This reading affected me by helping me understand that the coded system itself is the creative act. Which led me to the question “What point does the computer go from being a tool to a collaborator helping in the creative process?” .When randomness is introduced, the outcome is no longer fully controlled by the artist, and this lack of control is actually very intentional. The artist writes instructions, but the results can be unexpected, and that uncertainty becomes part of the artwork. I noticed this idea reflected clearly in the code I wrote for the assignment. I created a system with rules for line width, square size, and color, but each of these elements was randomized within certain limitations. For example, the line width was random between one and four, and the square size was random between 20 and 45. This allowed me to maintain some control over the overall structure while still allowing the visuals to remain unpredictable. The outcome felt more alive and dynamic because it was never exactly the same.I planned to incorporate random elements into my work by using color, line weight, and shape size. As the speaker Cassie Reas explains, us, me, the artist (coder), designs the rules of a system rather than controlling a single outcome, treating the code as a set of rules that guide the work instead of controlling exactly how it turns out.

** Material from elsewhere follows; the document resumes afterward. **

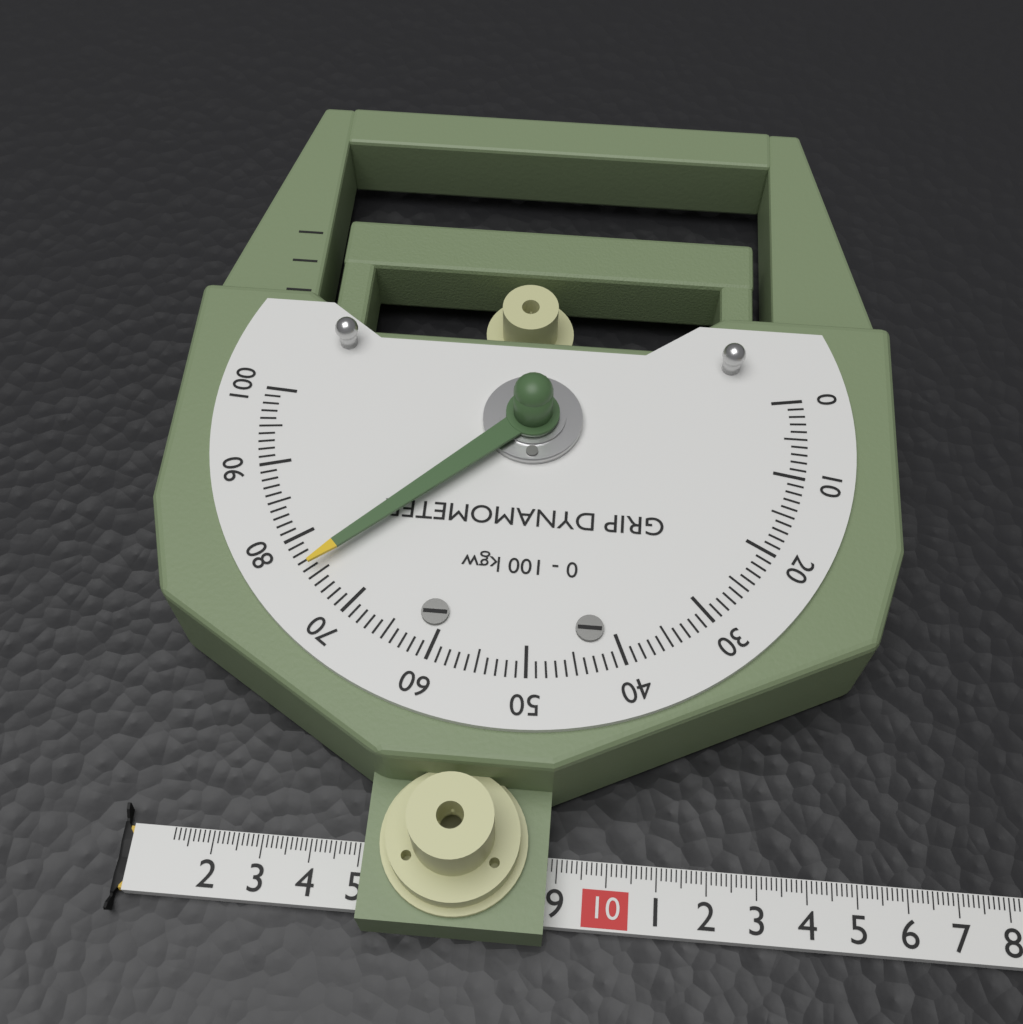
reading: 76 kgw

The optimum balance is achievable by controlling the rules without limiting the outcomes. Setting constraints allows the work to stay coherent while still being unpredictable. I feel that the ideal balance exists when I can predict the behavior of the system, but not the final visual result. In my work, I was able to control what elements could vary and the range in which they changed, but I could not predict the exact combinations of square size, line width, and color that appeared every two frames.
Casey Reas mentions the term system based art, which is when the artwork functions as a system defined by behaviors rather than a single image. In this approach, the work exists as an ongoing process instead of a finished product. This idea connects closely to my piece, since it generates new variations every time it runs, making no single outcome the definitive version of the artwork.